I firmly believe that Canada is involved in what is, fundamentally, an ideological struggle. As an idealist myself, the distinction between ideal and ideology is an important one in that it separates me – at least in my mind – very clearly from the idealogue.
The idealist is essentially an optimist, insisting repeatedly that good can be found in the ongoing story of human folly, folly in evidence every day, whether in the newspaper account, in something we might do ourselves, or in any number of things we might encounter in the course of a day. While some friends of mine have described me as a cynic, I have always rejected that characterization claiming, simply, that my idealism is not starry-eyed. I choose to think my idealism acknowledges a hard reality: few things are ever truly simple. A logical consequence of that position is the rejection of extremes, positive or negative. When idealism crosses over to ideology, the opportunity for close-minded extremism is abundant.

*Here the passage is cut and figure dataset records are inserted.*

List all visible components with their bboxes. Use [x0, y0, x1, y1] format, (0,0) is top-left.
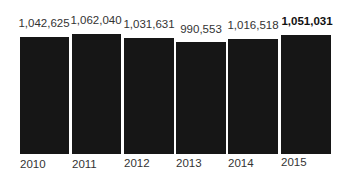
- x-tick-2011: 2011: [72, 158, 97, 170]
- x-tick-2013: 2013: [176, 157, 202, 169]
- bar-chart: 1,042,625 1,062,040 1,031,631 990,553 1,…: [0, 0, 349, 182]
- bar-2010: [20, 37, 69, 154]
- bar-2015: [281, 35, 331, 154]
- value-label-2013: 990,553: [171, 23, 231, 35]
- bar-2012: [124, 38, 174, 154]
- bar-2014: [228, 39, 278, 154]
- bar-2011: [72, 34, 121, 154]
- value-label-2011: 1,062,040: [66, 14, 126, 26]
- x-tick-2015: 2015: [281, 156, 307, 168]
- x-tick-2012: 2012: [124, 157, 150, 169]
- value-label-2012: 1,031,631: [119, 18, 179, 30]
- x-tick-2010: 2010: [20, 158, 46, 170]
- x-tick-2014: 2014: [228, 157, 254, 169]
- value-label-2010: 1,042,625: [14, 17, 74, 29]
- value-label-2014: 1,016,518: [223, 19, 283, 31]
- bar-2013: [176, 42, 226, 154]
- value-label-2015: 1,051,031: [277, 15, 337, 27]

The ideologue claims a position on an issue, commonly social/political, that is essentially unassailable, a secular version of fundamentalist religion you might say. In my definition, an example would be the anti-vaccine lobby that Wente references in her article. All scientific understanding notwithstanding, the anti-vaccine ideologue accepts, as a matter of faith, the “belief” that vaccines are inherently bad, that such technological tampering with some vague notion of what is “natural” cannot help but cause harm.
The role such over-simplification plays in our reductionist, 140-character dominated public forum is insidious. The simple assertion becomes the preferred method of public discourse as few have the patience required for the consideration of a long and complex argument.